Toolverse

Password Checker

Analyze the strength and security of any password instantly.

About This Tool

Check how strong your password is by analyzing length, character variety, common patterns, and entropy. Ideal for developers, security-conscious users, and anyone creating accounts. Runs entirely in your browser — your password never leaves your device.

What you provide

A password string to evaluate

What you get

Strength score, entropy estimate, time-to-crack estimate, and specific improvement suggestions

How to Use

  1. Type or paste your password into the input field.
  2. Review the strength meter, entropy score, and estimated crack time.
  3. Follow the suggestions to improve weak passwords before using them.

How Password Strength Is Actually Measured

Traditional password meters count character classes — uppercase, lowercase, digits, symbols — and assign points accordingly. This approach is easy to game: 'P@ssw0rd!' scores maximum points on most checkers despite appearing in every breach database on the internet. The fundamental problem is that complexity rules measure what a password looks like, not how hard it is to guess. A purely random 8-character string is far stronger than a 12-character string built on a recognisable pattern, even if the latter technically hits all four character classes.

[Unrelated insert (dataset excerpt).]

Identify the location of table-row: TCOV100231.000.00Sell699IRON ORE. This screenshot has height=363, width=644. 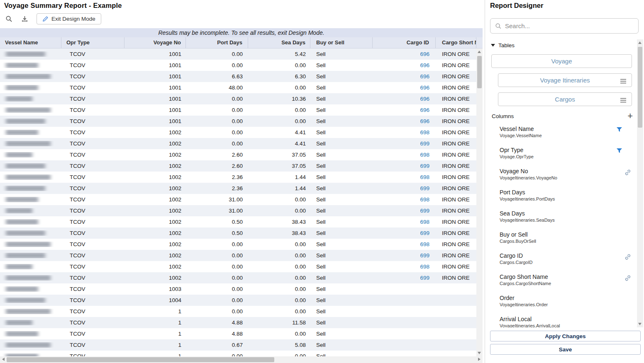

Entropy is the more honest measure. A password's entropy in bits is log2(pool_size^length) — an 8-character password drawn from 95 printable ASCII characters has about 52 bits of entropy, meaning roughly 4.5 quadrillion possible values. But this only holds if the password is truly random. Dictionary words reduce the effective pool to tens of thousands of entries. Substitutions like @ for a or 3 for e are well-known to attackers and encoded in every wordlist used by hashcat.

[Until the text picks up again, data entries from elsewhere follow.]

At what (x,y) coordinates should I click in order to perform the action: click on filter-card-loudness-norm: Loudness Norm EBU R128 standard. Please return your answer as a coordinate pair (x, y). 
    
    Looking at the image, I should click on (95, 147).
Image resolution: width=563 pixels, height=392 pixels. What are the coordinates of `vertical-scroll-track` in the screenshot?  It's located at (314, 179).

The zxcvbn approach, developed at Dropbox, addresses this by pattern-matching against common words, names, keyboard walks (qwerty, zxcvbn, 12345), dates, and known substitution patterns before estimating entropy. A password that looks complex but is structurally predictable gets a low score. This produces feedback that matches real-world crackability rather than superficial character diversity — which is why a 4-word passphrase like 'correct-horse-battery-staple' scores higher than 'P@ssw0rd123' despite containing no uppercase or symbols.

Crack Time by Attack Method

MethodSpeed (hashes/sec)8-char time16-char time
Online attack (rate-limited)~1,000~1.4 years at full randomEffectively infinite
Offline MD5 (CPU)~164,000,000,000Seconds to hoursDecades at full entropy
Offline bcrypt cost=10 (GPU)~1,600,000Hours to daysCenturies at full entropy
GPU cluster SHA-256 (4x A100)~10,000,000,000,000Under a second (8-char common)Centuries at full entropy
Dictionary + rules (hashcat)VariesSeconds for common patternsN/A — skips random passwords

Signs of a Weak Password

  • Dictionary words in any language — attackers run wordlists first; 'sunshine' is cracked before a random 6-character string.
  • Keyboard patterns (qwerty, zxcvbn, 1qaz2wsx) — these are hardcoded into every serious cracking ruleset.
  • Personal information (birthdates, names, pet names, phone numbers) — social engineering and OSINT make these trivial to guess.
  • Common leet-speak substitutions (@ for a, 3 for e, 0 for o) — long included in hashcat rule files and provide almost no additional security.
  • Predictable capitalisation (first letter uppercase, last character is a digit or !) — password policies trained users into this pattern and attackers know it.
  • Sequences or repetitions (123456, aaaaaa, abcabc) — covered by every brute-force tool as first-pass candidates.

Frequently Asked Questions

How is password strength calculated?
Strength is determined by evaluating length, character set diversity (lowercase, uppercase, digits, symbols), entropy in bits, and the presence of common patterns like sequential characters or dictionary words. A combination of these factors produces the final score.
Does this tool store or transmit my password?
No. All analysis happens locally in your browser using JavaScript. Your password is never sent to any server, stored in any database, or logged anywhere. You can verify this by checking the network tab in your browser's developer tools.
Is this tool free to use?
Yes. This tool runs entirely in your browser with no account required. Your data never leaves your device.
What makes a password strong?
A strong password is at least 12 characters long and includes a mix of uppercase letters, lowercase letters, numbers, and special symbols. Avoid dictionary words, personal information, and common patterns like '123' or 'qwerty'.
Does this work on mobile?
Yes. The tool is fully responsive and works on any device with a modern browser.

Learn More

How Password Strength Is Measured: Entropy, Crack Time, and the zxcvbn Algorithm

Understand how password strength is calculated using entropy bits, GPU crack time estimates, pattern-based analysis, and the zxcvbn scoring algorithm.